MR KAINE (continuing):

chosen to tell us what those specific limited and circumscribed circumstances are where derivatives are used elsewhere.

I am not certain that we really need, or that it is desirable for us, to get into the group derivatives trading business. I said that not many people in this place would understand what it is really about. I guess that Mr Quinlan is probably the only person in this building at the moment who could tell you what forwards are, what futures are, what options are, what warrants are, what swaps are, what share ratios are and what other composites are. Those, the Chief Minister tells us, are transactions that are labelled, all taken together, as derivatives. Does anybody in this place even understand what they are? I would suggest Mr Quinlan could tell us, but I doubt that there is anybody else in this room at the moment who could tell us what they are.

The reason why trading in derivatives has been prohibited for the last 10 years is that, when you are trading in these things, you are trading at the very high risk end of investments. It is generally considered that this is inappropriate for public money because of the high risk involved.

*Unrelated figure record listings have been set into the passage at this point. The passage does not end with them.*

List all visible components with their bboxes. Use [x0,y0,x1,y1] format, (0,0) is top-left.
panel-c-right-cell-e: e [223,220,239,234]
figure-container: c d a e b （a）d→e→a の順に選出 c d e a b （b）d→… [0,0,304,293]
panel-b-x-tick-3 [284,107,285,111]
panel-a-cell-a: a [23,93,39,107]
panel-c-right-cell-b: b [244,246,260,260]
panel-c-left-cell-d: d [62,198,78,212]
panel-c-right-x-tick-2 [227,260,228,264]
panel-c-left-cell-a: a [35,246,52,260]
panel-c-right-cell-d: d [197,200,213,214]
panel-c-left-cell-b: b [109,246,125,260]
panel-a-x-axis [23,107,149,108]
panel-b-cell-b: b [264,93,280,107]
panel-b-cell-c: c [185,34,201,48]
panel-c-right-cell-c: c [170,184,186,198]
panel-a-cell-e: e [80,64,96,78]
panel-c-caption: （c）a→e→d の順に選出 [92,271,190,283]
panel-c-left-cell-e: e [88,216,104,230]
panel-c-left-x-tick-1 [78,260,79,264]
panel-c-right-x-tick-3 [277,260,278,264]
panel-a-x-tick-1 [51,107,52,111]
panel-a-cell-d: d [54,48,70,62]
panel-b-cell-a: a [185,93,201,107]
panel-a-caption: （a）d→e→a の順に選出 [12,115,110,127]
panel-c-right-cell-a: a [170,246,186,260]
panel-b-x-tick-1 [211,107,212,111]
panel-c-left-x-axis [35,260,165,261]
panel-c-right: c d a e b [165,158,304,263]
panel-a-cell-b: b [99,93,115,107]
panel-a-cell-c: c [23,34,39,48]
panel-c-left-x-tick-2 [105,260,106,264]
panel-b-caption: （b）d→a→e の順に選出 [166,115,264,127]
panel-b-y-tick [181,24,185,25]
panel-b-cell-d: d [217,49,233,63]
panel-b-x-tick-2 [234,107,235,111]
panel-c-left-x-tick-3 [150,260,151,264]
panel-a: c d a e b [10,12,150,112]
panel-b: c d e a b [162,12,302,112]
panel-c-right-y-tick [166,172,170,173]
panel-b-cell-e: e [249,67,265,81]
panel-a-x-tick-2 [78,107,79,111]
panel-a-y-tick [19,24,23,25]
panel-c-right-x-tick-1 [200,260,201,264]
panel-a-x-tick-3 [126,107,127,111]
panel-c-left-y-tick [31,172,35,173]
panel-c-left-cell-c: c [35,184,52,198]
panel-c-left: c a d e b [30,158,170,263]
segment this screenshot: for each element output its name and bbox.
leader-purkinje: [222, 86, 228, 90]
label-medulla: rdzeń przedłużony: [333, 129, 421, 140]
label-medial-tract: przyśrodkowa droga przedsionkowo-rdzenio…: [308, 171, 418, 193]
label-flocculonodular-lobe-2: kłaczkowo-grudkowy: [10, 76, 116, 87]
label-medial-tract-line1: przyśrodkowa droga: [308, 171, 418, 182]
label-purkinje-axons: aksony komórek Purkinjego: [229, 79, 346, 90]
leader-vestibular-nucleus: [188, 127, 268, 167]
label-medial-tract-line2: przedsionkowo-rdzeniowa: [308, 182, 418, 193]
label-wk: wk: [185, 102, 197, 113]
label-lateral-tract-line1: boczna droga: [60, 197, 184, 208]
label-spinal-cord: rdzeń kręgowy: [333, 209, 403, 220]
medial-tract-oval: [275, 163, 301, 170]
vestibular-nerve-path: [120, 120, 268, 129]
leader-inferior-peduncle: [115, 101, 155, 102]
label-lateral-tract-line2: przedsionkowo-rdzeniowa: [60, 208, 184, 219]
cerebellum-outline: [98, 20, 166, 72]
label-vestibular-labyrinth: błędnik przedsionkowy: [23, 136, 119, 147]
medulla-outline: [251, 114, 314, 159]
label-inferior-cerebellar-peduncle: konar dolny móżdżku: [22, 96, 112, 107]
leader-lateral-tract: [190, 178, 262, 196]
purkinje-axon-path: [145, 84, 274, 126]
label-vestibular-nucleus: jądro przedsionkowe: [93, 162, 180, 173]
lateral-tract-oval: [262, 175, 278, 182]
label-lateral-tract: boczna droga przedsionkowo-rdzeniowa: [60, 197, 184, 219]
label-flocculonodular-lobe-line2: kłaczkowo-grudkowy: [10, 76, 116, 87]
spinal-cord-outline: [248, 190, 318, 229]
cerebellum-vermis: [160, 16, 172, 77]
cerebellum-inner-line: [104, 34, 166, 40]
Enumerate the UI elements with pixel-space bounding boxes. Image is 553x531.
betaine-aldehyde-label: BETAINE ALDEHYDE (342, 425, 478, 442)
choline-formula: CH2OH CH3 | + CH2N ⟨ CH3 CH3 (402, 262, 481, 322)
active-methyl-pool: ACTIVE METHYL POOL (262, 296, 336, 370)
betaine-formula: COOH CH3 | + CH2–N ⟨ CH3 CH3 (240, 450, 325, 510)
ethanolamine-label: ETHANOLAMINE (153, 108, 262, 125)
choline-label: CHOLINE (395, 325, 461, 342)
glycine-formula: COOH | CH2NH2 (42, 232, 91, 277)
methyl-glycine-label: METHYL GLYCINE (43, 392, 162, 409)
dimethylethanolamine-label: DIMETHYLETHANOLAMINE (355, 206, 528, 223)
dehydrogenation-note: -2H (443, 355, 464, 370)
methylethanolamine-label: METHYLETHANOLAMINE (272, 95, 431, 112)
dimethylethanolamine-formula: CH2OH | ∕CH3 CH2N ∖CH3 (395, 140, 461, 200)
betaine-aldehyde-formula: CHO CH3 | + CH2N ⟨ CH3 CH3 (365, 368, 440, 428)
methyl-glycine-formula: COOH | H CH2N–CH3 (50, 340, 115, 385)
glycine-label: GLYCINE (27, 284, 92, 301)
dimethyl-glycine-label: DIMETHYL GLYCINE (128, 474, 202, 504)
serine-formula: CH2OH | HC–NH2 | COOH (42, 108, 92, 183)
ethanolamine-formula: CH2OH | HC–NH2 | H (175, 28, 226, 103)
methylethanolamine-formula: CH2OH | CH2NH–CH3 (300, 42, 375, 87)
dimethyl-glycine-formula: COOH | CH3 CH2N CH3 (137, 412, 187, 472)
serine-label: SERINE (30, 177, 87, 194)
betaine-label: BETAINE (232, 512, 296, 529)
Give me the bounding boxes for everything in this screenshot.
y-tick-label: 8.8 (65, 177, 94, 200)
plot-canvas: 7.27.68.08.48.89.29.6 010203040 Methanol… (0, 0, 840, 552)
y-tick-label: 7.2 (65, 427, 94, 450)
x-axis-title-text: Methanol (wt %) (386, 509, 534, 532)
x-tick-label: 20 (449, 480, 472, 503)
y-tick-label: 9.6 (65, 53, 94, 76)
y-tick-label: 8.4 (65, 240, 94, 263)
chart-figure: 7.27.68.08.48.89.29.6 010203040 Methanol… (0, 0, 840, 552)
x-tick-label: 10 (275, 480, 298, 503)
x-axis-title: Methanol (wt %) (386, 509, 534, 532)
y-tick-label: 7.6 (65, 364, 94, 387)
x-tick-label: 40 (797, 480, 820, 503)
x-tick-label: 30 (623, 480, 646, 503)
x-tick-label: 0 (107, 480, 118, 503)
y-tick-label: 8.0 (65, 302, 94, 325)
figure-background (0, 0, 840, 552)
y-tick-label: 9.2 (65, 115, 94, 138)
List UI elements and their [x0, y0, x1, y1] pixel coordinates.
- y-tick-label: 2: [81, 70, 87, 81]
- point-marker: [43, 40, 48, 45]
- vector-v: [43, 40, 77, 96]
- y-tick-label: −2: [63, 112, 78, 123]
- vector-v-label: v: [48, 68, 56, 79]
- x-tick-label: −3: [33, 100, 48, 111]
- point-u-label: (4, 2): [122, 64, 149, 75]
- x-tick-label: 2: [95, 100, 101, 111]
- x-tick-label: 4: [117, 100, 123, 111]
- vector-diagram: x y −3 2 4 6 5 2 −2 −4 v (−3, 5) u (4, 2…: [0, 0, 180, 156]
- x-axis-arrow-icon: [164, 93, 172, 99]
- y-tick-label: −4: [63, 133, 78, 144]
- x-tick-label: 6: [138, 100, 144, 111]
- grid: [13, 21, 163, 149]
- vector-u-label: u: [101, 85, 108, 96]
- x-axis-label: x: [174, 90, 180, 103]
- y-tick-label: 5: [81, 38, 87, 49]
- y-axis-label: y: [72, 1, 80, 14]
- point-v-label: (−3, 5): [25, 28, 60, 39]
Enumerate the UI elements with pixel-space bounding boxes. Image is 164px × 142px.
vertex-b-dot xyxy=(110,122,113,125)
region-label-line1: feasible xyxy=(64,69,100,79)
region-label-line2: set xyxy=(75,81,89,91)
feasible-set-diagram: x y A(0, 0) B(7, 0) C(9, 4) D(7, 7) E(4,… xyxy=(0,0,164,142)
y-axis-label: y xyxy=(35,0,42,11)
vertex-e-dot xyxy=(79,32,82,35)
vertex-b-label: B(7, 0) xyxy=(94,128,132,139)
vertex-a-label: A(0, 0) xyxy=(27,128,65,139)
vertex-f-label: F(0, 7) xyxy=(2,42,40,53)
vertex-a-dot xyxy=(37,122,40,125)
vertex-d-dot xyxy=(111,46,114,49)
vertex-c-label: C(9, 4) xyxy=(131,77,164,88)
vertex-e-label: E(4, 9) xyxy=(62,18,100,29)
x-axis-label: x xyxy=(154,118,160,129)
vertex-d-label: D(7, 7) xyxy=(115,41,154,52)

I think it was Woody Allen who said that stockbrokers are people who take your money and trade in it until they have lost the lot. We hire people to trade in investments for us. If you let them get into derivatives they are pretty much like stockbrokers: they can lose the lot. If you let them trade in derivatives, they will lose it much more quickly because of the high risk.

The warning needs to be sounded. We have prohibited trading with public money in financial derivatives for 10 years, and for good reason. When the Chief Minister tells me that we now need to get into the trading of financial derivatives to assist in balancing risk and return objectives and that the members of the Finance and Investment Advisory Board have identified this as being "critical to improving the territory's investment processes", I am very dubious. I do not know how it will improve or why it is critical to improving the territory's investment processes that we get into very risky areas of investment in derivatives such as forwards, futures, options, warrants, swaps, share ratios and other composites, which none of us even begin to understand. Yet we are told that we have got to get into this very risky trading.

The other problem is that we are asked to trust the government. "Trust us," they say. "We will do all this in accordance with guidelines that have yet to be written." We do not even know yet what constraints the government intend to impose on our investors in this very risky area of investment. I say this because I think the warning needs to be sounded.

The investment market out there has its ups and downs at the best of times but, if you get into the field of derivatives, your ups and downs can be much greater and much more rapid. I am concerned about it, and I agree with Mr Quinlan that to argue that this will enhance our trading is certainly going too far. It is a high-risk area, and I support Mr Quinlan's amendment. I, too, would like to have seen in this bill a statement of the restrictions we are going to impose on our traders rather than wait until some future time when the government comes back and tells us what those restrictions are going to be.